18 March 2021, The Tablet

‘Her face gleamed, toothless and demoniacal’


 

A.N. Wilson on chilling crime fiction

Patricia Highsmith would relish the current undignified spat between two of her rival biog­raphers, one of whom, Andrew Wilson (no relation of mine), claims that the other, Richard Bradford, has not acknowledged his debt to predecessors. Professor Bradford calls his book Devils, Lusts and Strange Desires, and there are plenty of those displayed in Under a Dark Angel’s Eye: The Selected Stories of Patricia Highsmith (Virago, £20; Tablet price £18). High­smith’s view of the human race is neatly summed up in one of them: “When I see some of the people here, I count myself lucky to be a cockroach” (this from a story told by a cockroach about life in New York hotels). The stories are not all about murders. Nearly all of them, however, revolve on the human capacity for hatred. One of the most disturbing has two old ladies lying together in a New York hotel which is a sort of old people’s home. The sadistic tricks they play on one another will not leave my mind in a hurry. “In the moonlight, her face gleamed, toothless and demoniacal. She examined the cardigan in the manner of a person who toys with a piece of steak before deciding where to put his knife.” What she does to her friend’s favourite cardie is horrific enough, but the sentence also makes you realise that what we do to steaks is pretty horrific too. In one story, a man thinks of an ingenious way of disposing of his murder victim – turning him into a scarecrow: “Furthermore, he would enjoy looking at it through his binoculars from his upstairs window.” There is something masterly about that “furthermore”. The man had not reckoned on “trick-or-treat” children marching across the field towards the scarecrow. Whether you choose “The Heroine”, a story in which a seemingly perfect girl is taken on as a nanny by some all-too-gullible parents; or the one about the wife who kills her ­husband by overfeeding him with fatty foods; or the vacuum-cleaner salesman’s little habit of stealing trinkets from his female clients – you will find some shimmering moral surprise, something which takes you off guard. It is not just the sort of shock you get from a Hitchcock film (Hitchcock was the first to make Highsmith famous with his film of her first book, Strangers on a Train). It is her rare capacity to make the reader question the moral universe in which we all hoped we lived. To that extent, she is not just a good writer, she is a great one.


_REQUIRED WORK_:
The answer must be the full listing, repeated word for word.

_RECORDS SHOWN_:
════════════════════
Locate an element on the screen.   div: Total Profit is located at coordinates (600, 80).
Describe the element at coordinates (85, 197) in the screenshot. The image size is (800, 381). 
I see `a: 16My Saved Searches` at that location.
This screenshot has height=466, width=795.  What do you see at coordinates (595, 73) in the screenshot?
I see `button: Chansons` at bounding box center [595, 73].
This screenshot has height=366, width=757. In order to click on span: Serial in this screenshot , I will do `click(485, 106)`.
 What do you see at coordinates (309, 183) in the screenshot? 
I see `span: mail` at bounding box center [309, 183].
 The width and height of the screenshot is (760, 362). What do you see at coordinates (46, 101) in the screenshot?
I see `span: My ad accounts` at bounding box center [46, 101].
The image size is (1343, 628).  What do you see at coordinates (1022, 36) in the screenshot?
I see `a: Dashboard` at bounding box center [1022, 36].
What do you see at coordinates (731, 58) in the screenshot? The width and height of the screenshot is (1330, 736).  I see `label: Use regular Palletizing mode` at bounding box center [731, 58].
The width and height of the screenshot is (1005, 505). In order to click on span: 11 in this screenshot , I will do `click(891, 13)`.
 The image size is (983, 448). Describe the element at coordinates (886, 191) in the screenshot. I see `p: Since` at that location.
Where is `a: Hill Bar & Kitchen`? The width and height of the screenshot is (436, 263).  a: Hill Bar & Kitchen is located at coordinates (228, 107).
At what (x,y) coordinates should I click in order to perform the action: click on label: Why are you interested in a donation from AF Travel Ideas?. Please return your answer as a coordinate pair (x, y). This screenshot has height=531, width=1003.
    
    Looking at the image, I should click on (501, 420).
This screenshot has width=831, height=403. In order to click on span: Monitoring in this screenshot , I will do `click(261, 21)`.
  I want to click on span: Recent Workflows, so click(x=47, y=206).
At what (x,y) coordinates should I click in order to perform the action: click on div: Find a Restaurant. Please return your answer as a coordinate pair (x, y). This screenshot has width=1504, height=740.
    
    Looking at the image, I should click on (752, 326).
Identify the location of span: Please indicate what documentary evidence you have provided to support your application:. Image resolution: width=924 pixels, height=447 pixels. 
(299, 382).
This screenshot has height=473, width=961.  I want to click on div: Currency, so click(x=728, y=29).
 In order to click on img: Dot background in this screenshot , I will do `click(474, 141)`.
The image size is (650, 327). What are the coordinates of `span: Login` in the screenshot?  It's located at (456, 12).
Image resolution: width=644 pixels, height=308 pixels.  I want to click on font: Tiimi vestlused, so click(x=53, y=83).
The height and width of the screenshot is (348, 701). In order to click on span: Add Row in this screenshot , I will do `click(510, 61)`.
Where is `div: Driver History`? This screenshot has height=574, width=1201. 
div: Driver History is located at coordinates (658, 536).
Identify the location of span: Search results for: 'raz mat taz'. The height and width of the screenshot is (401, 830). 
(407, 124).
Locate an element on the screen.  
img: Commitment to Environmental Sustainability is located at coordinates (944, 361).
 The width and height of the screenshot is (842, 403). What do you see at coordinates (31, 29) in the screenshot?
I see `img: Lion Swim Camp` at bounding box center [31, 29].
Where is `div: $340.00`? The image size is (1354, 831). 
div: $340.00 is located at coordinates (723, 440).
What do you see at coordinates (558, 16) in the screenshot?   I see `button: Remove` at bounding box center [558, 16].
════════════════════
_RESULT OF THIS EXERCISE_:
Locate an element on the screen.   div: Total Profit is located at coordinates (600, 80).
Describe the element at coordinates (85, 197) in the screenshot. The image size is (800, 381). 
I see `a: 16My Saved Searches` at that location.
This screenshot has height=466, width=795.  What do you see at coordinates (595, 73) in the screenshot?
I see `button: Chansons` at bounding box center [595, 73].
This screenshot has height=366, width=757. In order to click on span: Serial in this screenshot , I will do `click(485, 106)`.
 What do you see at coordinates (309, 183) in the screenshot? 
I see `span: mail` at bounding box center [309, 183].
 The width and height of the screenshot is (760, 362). What do you see at coordinates (46, 101) in the screenshot?
I see `span: My ad accounts` at bounding box center [46, 101].
The image size is (1343, 628).  What do you see at coordinates (1022, 36) in the screenshot?
I see `a: Dashboard` at bounding box center [1022, 36].
What do you see at coordinates (731, 58) in the screenshot? The width and height of the screenshot is (1330, 736).  I see `label: Use regular Palletizing mode` at bounding box center [731, 58].
The width and height of the screenshot is (1005, 505). In order to click on span: 11 in this screenshot , I will do `click(891, 13)`.
 The image size is (983, 448). Describe the element at coordinates (886, 191) in the screenshot. I see `p: Since` at that location.
Where is `a: Hill Bar & Kitchen`? The width and height of the screenshot is (436, 263).  a: Hill Bar & Kitchen is located at coordinates (228, 107).
At what (x,y) coordinates should I click in order to perform the action: click on label: Why are you interested in a donation from AF Travel Ideas?. Please return your answer as a coordinate pair (x, y). This screenshot has height=531, width=1003.
    
    Looking at the image, I should click on (501, 420).
This screenshot has width=831, height=403. In order to click on span: Monitoring in this screenshot , I will do `click(261, 21)`.
  I want to click on span: Recent Workflows, so click(x=47, y=206).
At what (x,y) coordinates should I click in order to perform the action: click on div: Find a Restaurant. Please return your answer as a coordinate pair (x, y). This screenshot has width=1504, height=740.
    
    Looking at the image, I should click on (752, 326).
Identify the location of span: Please indicate what documentary evidence you have provided to support your application:. Image resolution: width=924 pixels, height=447 pixels. 
(299, 382).
This screenshot has height=473, width=961.  I want to click on div: Currency, so click(x=728, y=29).
 In order to click on img: Dot background in this screenshot , I will do `click(474, 141)`.
The image size is (650, 327). What are the coordinates of `span: Login` in the screenshot?  It's located at (456, 12).
Image resolution: width=644 pixels, height=308 pixels.  I want to click on font: Tiimi vestlused, so click(x=53, y=83).
The height and width of the screenshot is (348, 701). In order to click on span: Add Row in this screenshot , I will do `click(510, 61)`.
Where is `div: Driver History`? This screenshot has height=574, width=1201. 
div: Driver History is located at coordinates (658, 536).
Identify the location of span: Search results for: 'raz mat taz'. The height and width of the screenshot is (401, 830). 
(407, 124).
Locate an element on the screen.  
img: Commitment to Environmental Sustainability is located at coordinates (944, 361).
 The width and height of the screenshot is (842, 403). What do you see at coordinates (31, 29) in the screenshot?
I see `img: Lion Swim Camp` at bounding box center [31, 29].
Where is `div: $340.00`? The image size is (1354, 831). 
div: $340.00 is located at coordinates (723, 440).
What do you see at coordinates (558, 16) in the screenshot?   I see `button: Remove` at bounding box center [558, 16].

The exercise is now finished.